The precise meaning of the historical deadlock in the Arab world is the fact that neither the ruling classes nor the public is able to conduct a peaceful change. The popular revolutions wrongly known as the ”Arab Spring” lacked a common program for change and united platform and leadership, and thus, the situation remains as a bomb-shell under the sites of the anti-reformists, whose interpretation of history is on religious terms. But the ”Arab spring” experience is not an isolated phenomenon, it is a fact pertinent to every situation wherever conservative social and political forces reject the reforms that is dictated by the needs of the majority.

Worthy to mention here is that in reality, not all Islamic scholars favored the interpretation of religion according to the conformists in their endeavors to justify the conservative state elite’s interests. There had been solid examples that displayed progressive tendencies in Islam. Three hundred and half years earlier, before Adam Smith, David Ricardo, and Marx, unlike the majority of Islamist scholars, Ibn Khaldun laid down the basis of the economic theory, introduced the theory of value, and divided all earnings into ‘Ribh’ (Gross Earning) and ‘Kasab’ (Earning of Living) and considered human labor as the source of the wealth of nations.
According to Joseph A. Schumpeter, who discovered Ibn Khaldun’s writings, Ibn Khaldun was a true believer in the free market Economy before Adam Smith. (Ibn Khaldun and Adam Smith: contribution to theory of economics, Wikipedia free encyclopedia).
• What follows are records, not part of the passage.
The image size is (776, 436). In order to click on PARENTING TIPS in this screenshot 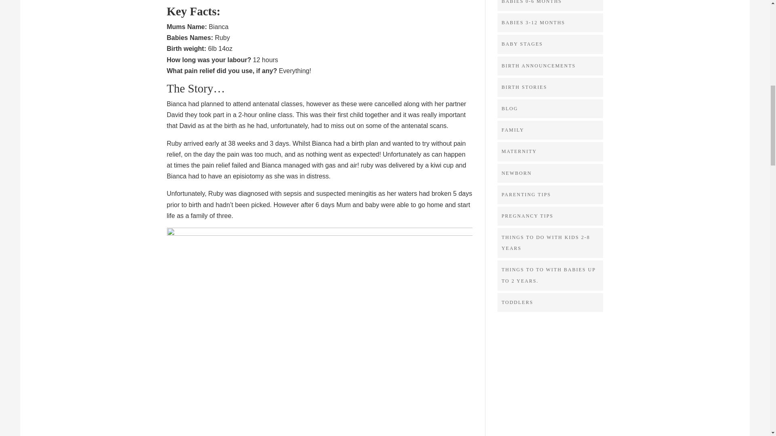, I will do `click(526, 195)`.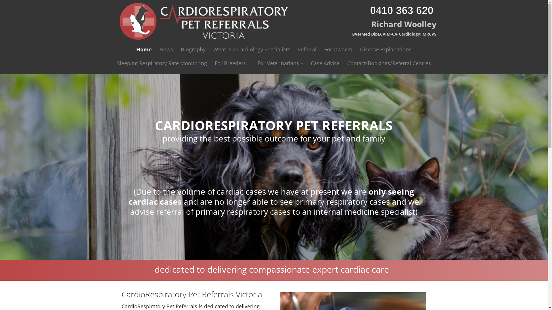 The height and width of the screenshot is (310, 552). Describe the element at coordinates (307, 49) in the screenshot. I see `Referral` at that location.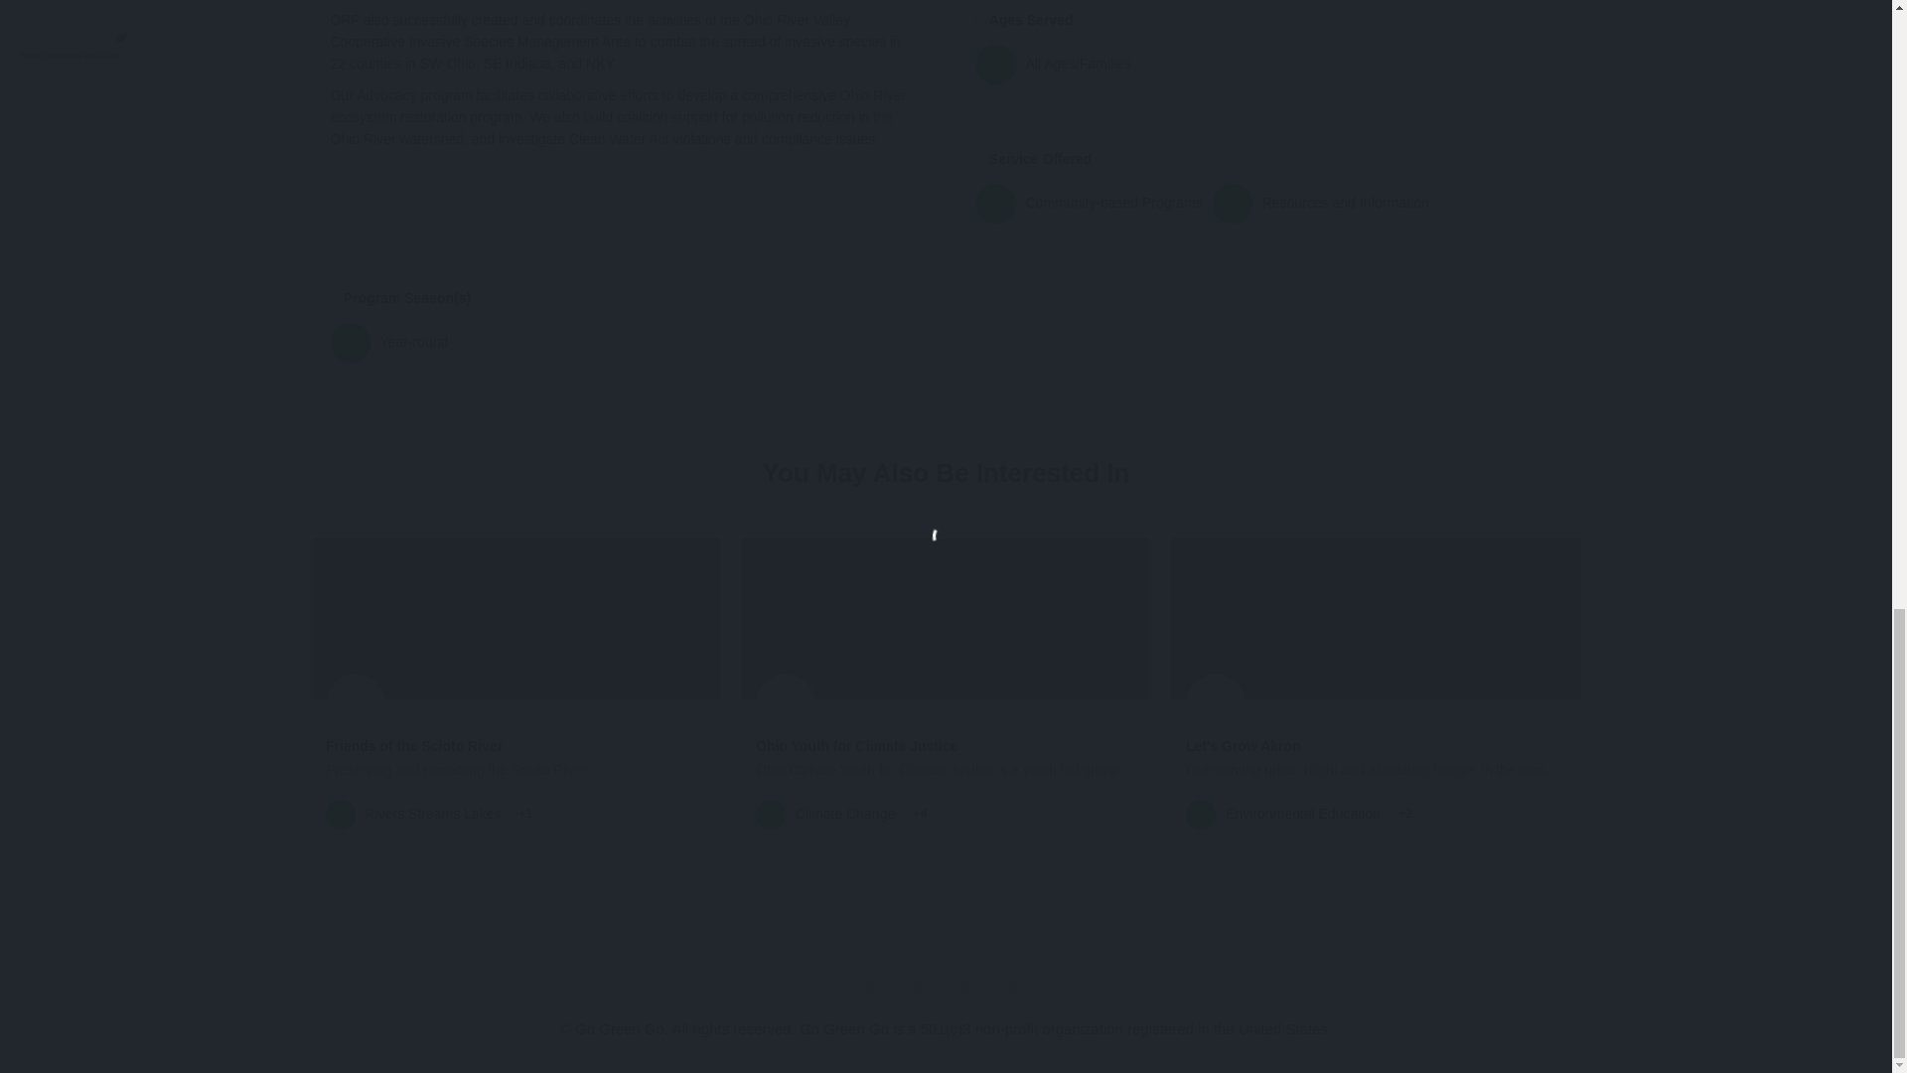 Image resolution: width=1907 pixels, height=1073 pixels. Describe the element at coordinates (1321, 203) in the screenshot. I see `Resources and Information` at that location.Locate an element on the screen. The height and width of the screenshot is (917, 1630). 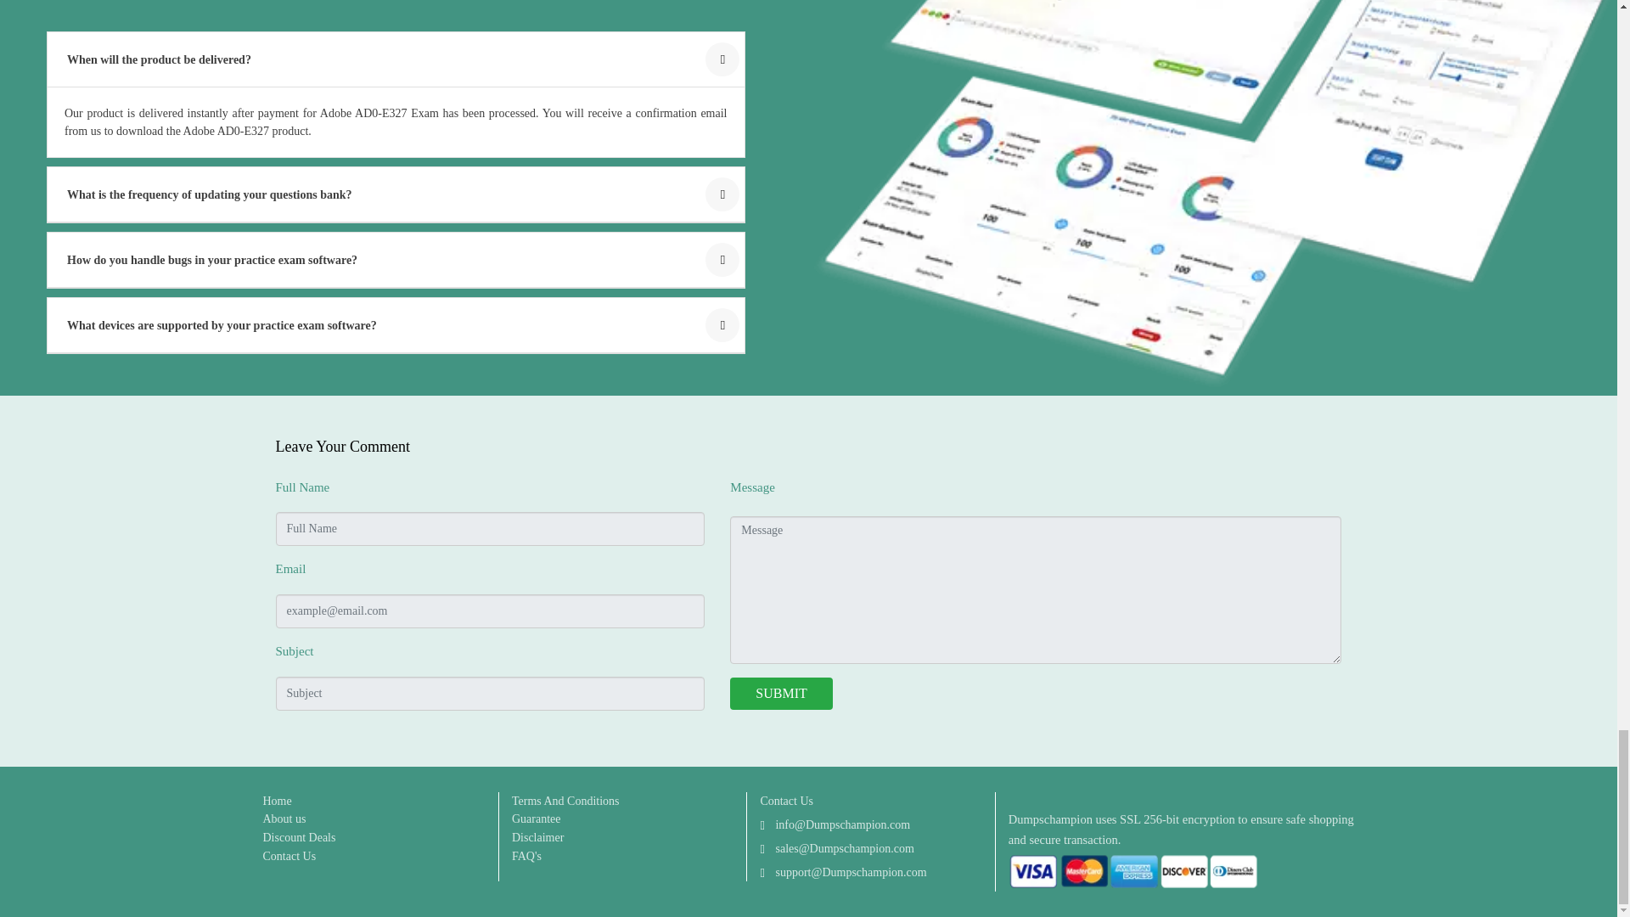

These facts clearly accentuate that Islam is not responsible of the disease that led to the collapse of the Islamic Empire, which lasted more than eight hundred years (from 7 to 17 century) as the vanguard of human civilization. However, the wrong interpretation of Islam by the backward-looking dark forces ought to be blamed for the decay and finally disintegration of Islamic Empire.

For his principled stubborn stands against those conformist Islamic Olema and their corrupt Sultans, Ibn Khaldun was ruthlessly punished, downgrading as the chairman of the Council of Justice (Qaadi Al-Qudaad) of the Islamic Empire to the head of justice in Egypt Province, where he become blind and wrote his last Epic book Muqadamat Ibn Khalddun, assisted by son of his brother, (Ibn Khaldun: Father of Economics, Ibrahim M. Oweiss).
However, the contrasts and similarities between the situations in the Arab and Islamic worlds both on antiquity and contemporary levels, and the one of Somaliland today reflect realities that ought be seen as considerable fact but on relative details. The common aspect of this is the need to an unending movement towards renovations, reforms and changes.

Financial reform is an urgent task and challenging need to achieve the requirements of the free market economy that connects Somaliland to the global financial system. This is the real challenge that divides between Somaliland’s aspirations to be part of the modern world and the attempts to turning it back to fourteenth century’s realm. Unfortunately, Somaliland has got itself plunging into this battle without Ibn khaldun type amongst the Islamic Olema on its side against the attempts to blocking the law which favors Commercial banks to operate in Somaliland.